The technology may also upgrade the atmosphere. Witzany says Evo’s aesthetic design and unique features add a dramatic flair to the environment. He touts a fascinating LED lighting feature giving Evo the ability to enhance mood and elegance. The integral processor-controlled LED lighting can be color-customized with an infinite number of lighting programs. The illumination also shows customers where to get a cocktail.
Evo was developed and patented in 2002 by an owner and operator of a nightclub in Munich, Germany, Witzany says. It is in its fourth iteration. It stands out in any club or bar, he says, and a design patent has been awarded for it. The company’s first version for the American market was approved almost two years ago, he says.
“It has been successfully installed in the United States, which has provided a solid and successful case study,” he says. “We anticipated certification for the next version of Evo by middle of June that would include some patented new features and refinements.
“We’ve designed our own self-contained and customized shipping-container solutions that can be deployed at any festivals throughout the world and be made operational within an hour,” he adds. “These highly refined units include complete, functional service bars complete with fold-out service counters, water, power, pumping systems and even eye-catching signage.”
Straight Up
Sometimes, the robot is… you.
Smartender, from the Smart Bar company of Henderson, Nevada, is a self-contained portable automated device that can pour hundreds of cocktail choices, from martinis and specialty drinks to juices and soft drinks at the touch of a button. Any authorized individual can use it on behalf of a company.
A dispense head ensures the accuracy of the pour within 1/20th of an ounce, officials say. The liquor drawer holds room for 16 bottles and 12 mixers with easy access to replace empty ones.
A bartender starts the process by tapping the device and inserting an unlock code. Player cards and room keys can also be swiped. A selection menu includes soft drinks, shots, martinis, tropical drinks, recently poured, user favorites, specialties and liquor/mixer to build one’s own drink.
Ice is taken from a dispenser, the glass put under the head, and voila! A drink in seconds, perfectly poured, recorded on a database and placed in a spreadsheet-type list of drink type, time of day and who used it.
Smartender has a feature telling the operator when a bottle is empty. It also connects to the mixer bay. And like an ideal employee, it can relocate. In this case, from room to room.
Used in stadiums, theaters, hotels and casinos, Smartender is among the family of products trumpeting large savings. Seemingly minor elements of the bartender-under-pressure scenario become costly. Smartender officials estimate a staggering loss for a simple overpour. Take the average price of a drink at $5. Multiply that by 15 cases of liquor. In one year, that can amount to more than $175,000 in losses—that’s for one-eighth of an ounce. Imagine a slightly more substantial overpour, not to mention giveaways. Double the loss for drinks costing $10.
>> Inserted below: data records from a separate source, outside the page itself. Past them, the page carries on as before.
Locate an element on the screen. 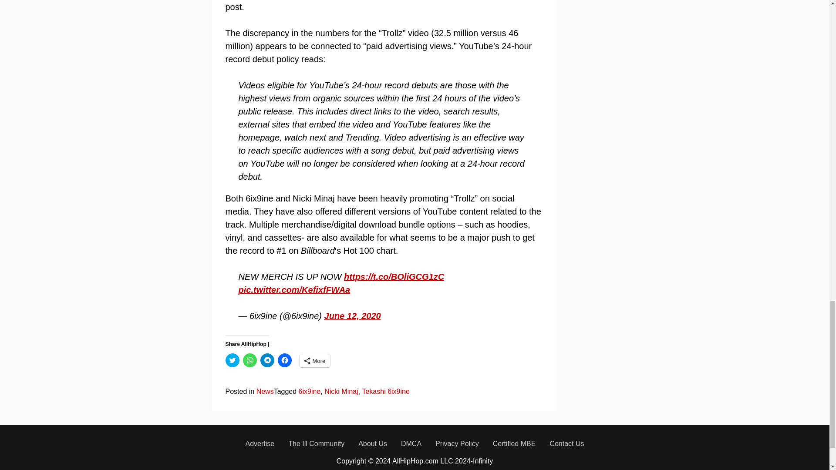 This screenshot has width=836, height=470. Click to share on Twitter is located at coordinates (232, 360).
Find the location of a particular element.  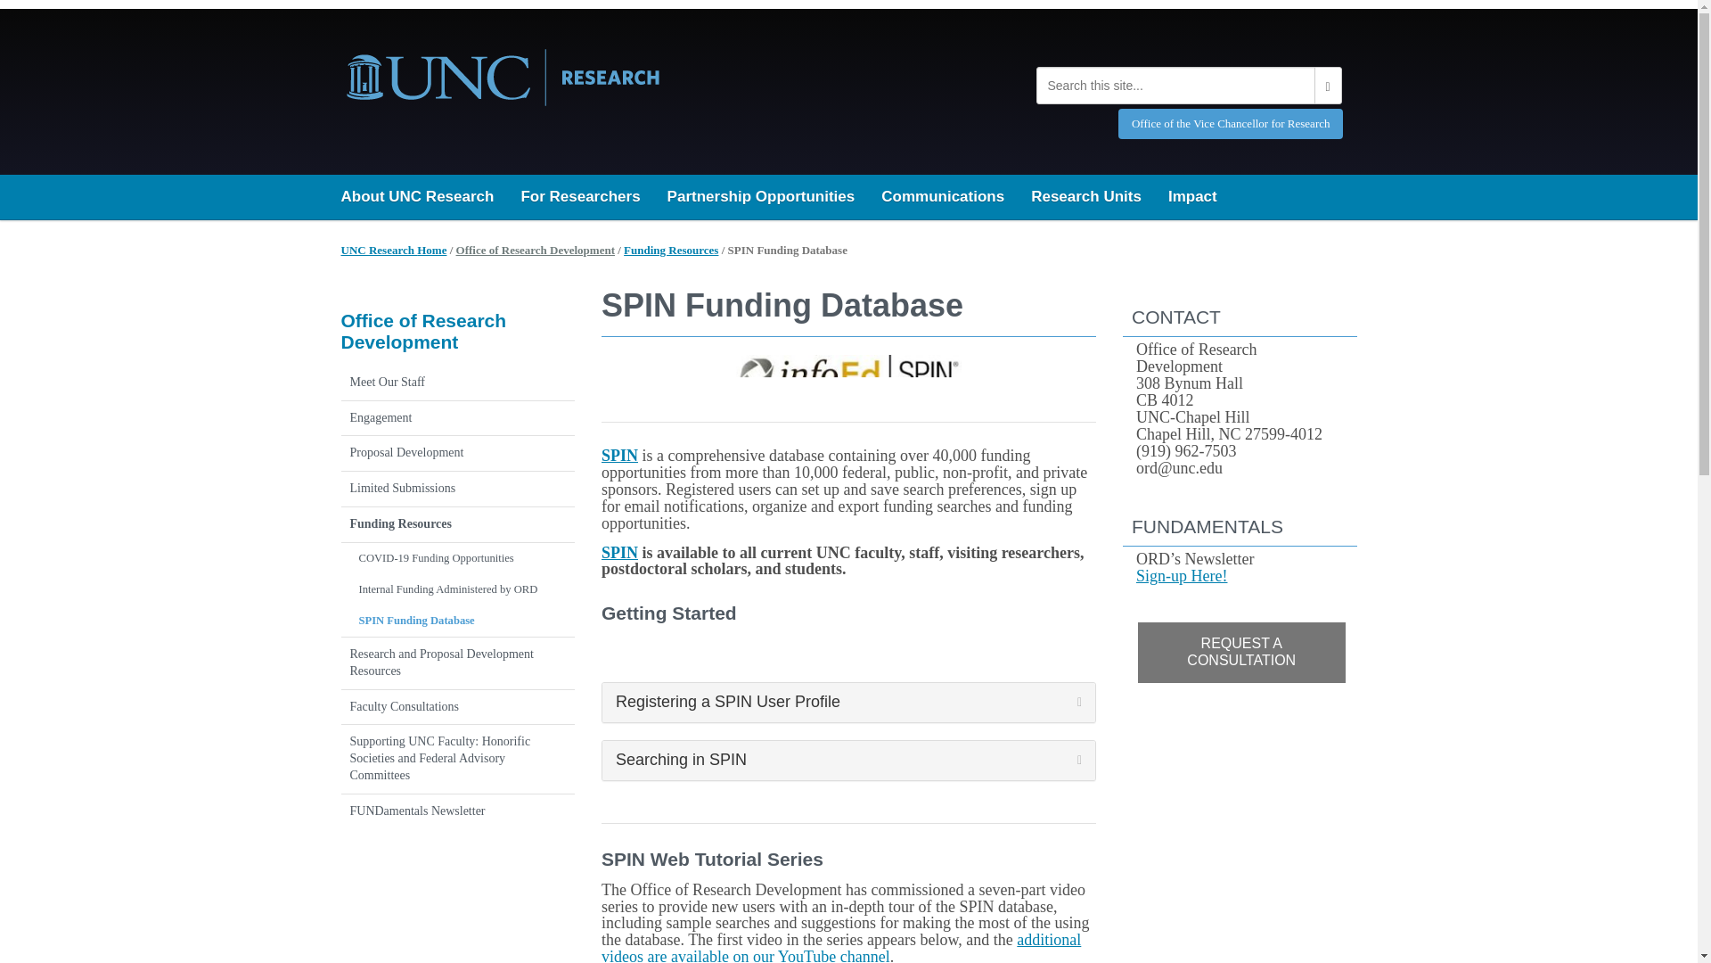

There’s overpour, spillage and theft. Bar owners have long been wary of these problems, employing everything from mystery shoppers to security cameras to curb their impact. Now comes something just as useful to them, and, to some bartenders: another sales associate.
Throughout the industry, automated bar service is gaining momentum. The technology of tomorrow greets the patrons who wanted the drink yesterday, and it’s working. Pick the stylish presentation of a robot or the savvy engineering of a portable drink factory.
Either way, “Hey, bartender” now means a lot more.